### Task goal
Each line in the material below, starting at the one that contains "Identify the location of more-options-icon." and ending at the one that contains "Task: Click on the row-c-standard: 25,000", should be repeated exactly; the pictures should not.

### Task inputs
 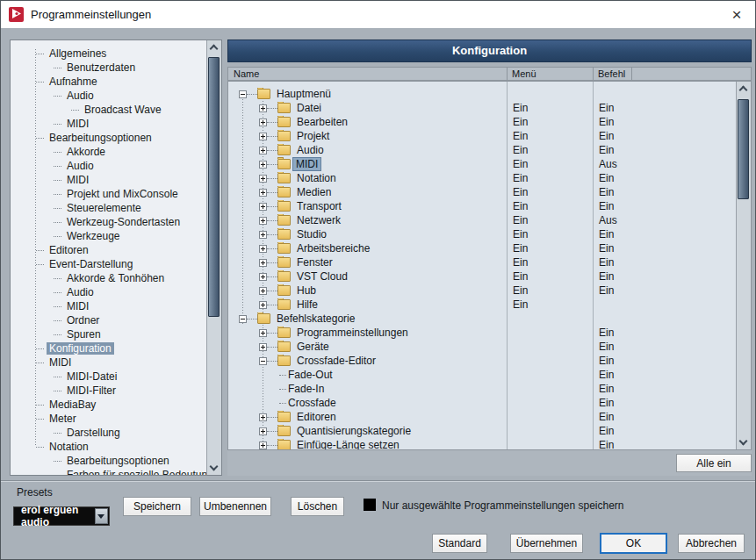 I want to click on category-item-spuren: Spuren, so click(x=109, y=334).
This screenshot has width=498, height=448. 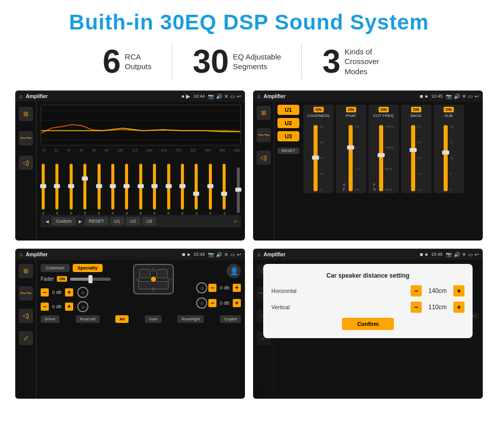 What do you see at coordinates (50, 319) in the screenshot?
I see `driver-btn: Driver` at bounding box center [50, 319].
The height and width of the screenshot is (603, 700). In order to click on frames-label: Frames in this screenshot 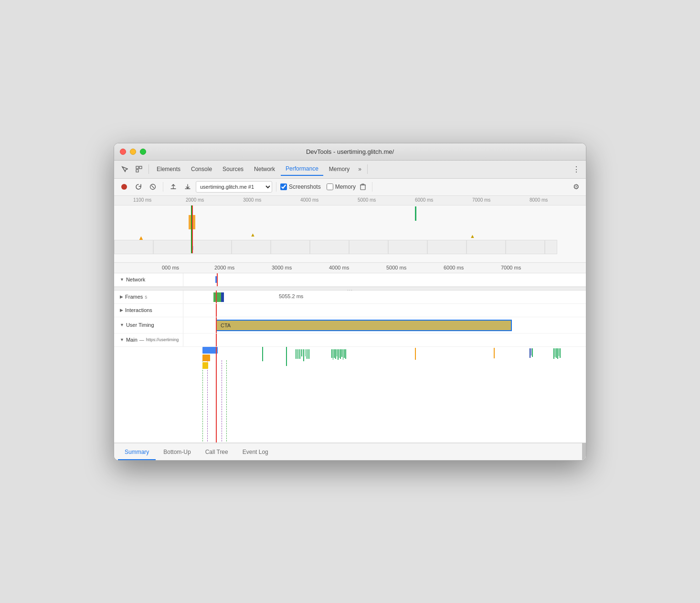, I will do `click(134, 297)`.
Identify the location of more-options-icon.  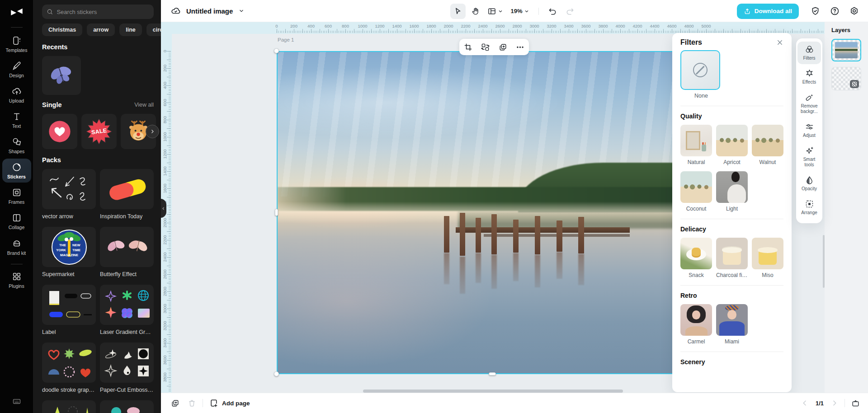
(520, 47).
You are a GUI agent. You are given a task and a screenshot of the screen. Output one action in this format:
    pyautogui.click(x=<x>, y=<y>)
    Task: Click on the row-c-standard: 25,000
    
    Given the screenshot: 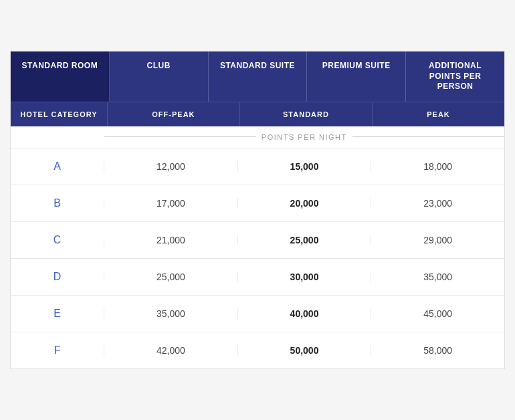 What is the action you would take?
    pyautogui.click(x=304, y=240)
    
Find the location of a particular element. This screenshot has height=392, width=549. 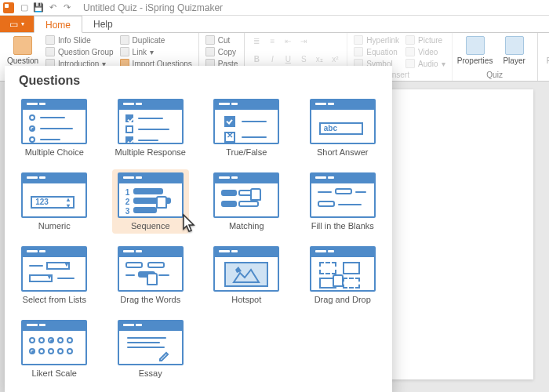

question-type-select-from-lists: ▾ ▾ Select from Lists is located at coordinates (55, 275).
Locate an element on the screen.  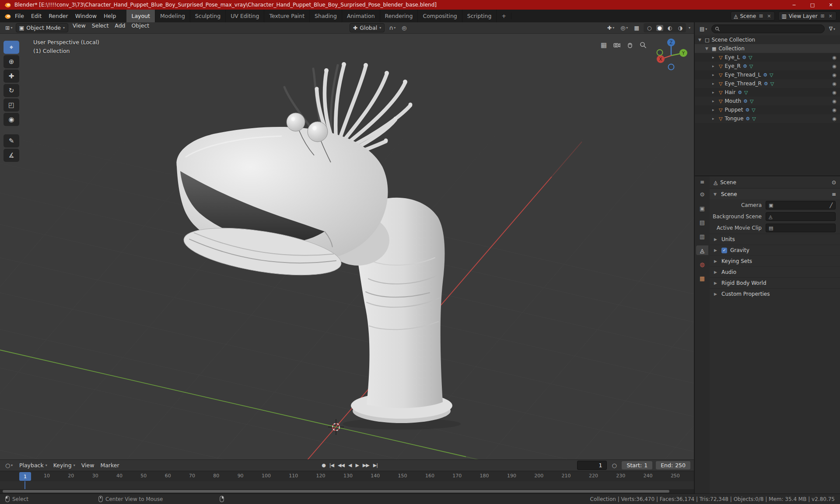
outliner-search-box is located at coordinates (768, 29).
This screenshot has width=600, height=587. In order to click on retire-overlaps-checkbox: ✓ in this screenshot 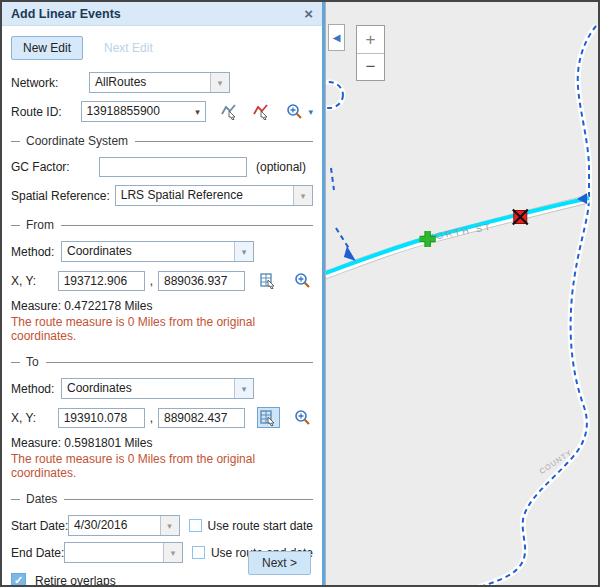, I will do `click(18, 579)`.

### Result below
Identify the location of more-options-icon.  
(520, 47).
You are a GUI agent. You are given a task and a screenshot of the screen. Output one action in this format:
    pyautogui.click(x=<x>, y=<y>)
    Task: Click on the row-c-standard: 25,000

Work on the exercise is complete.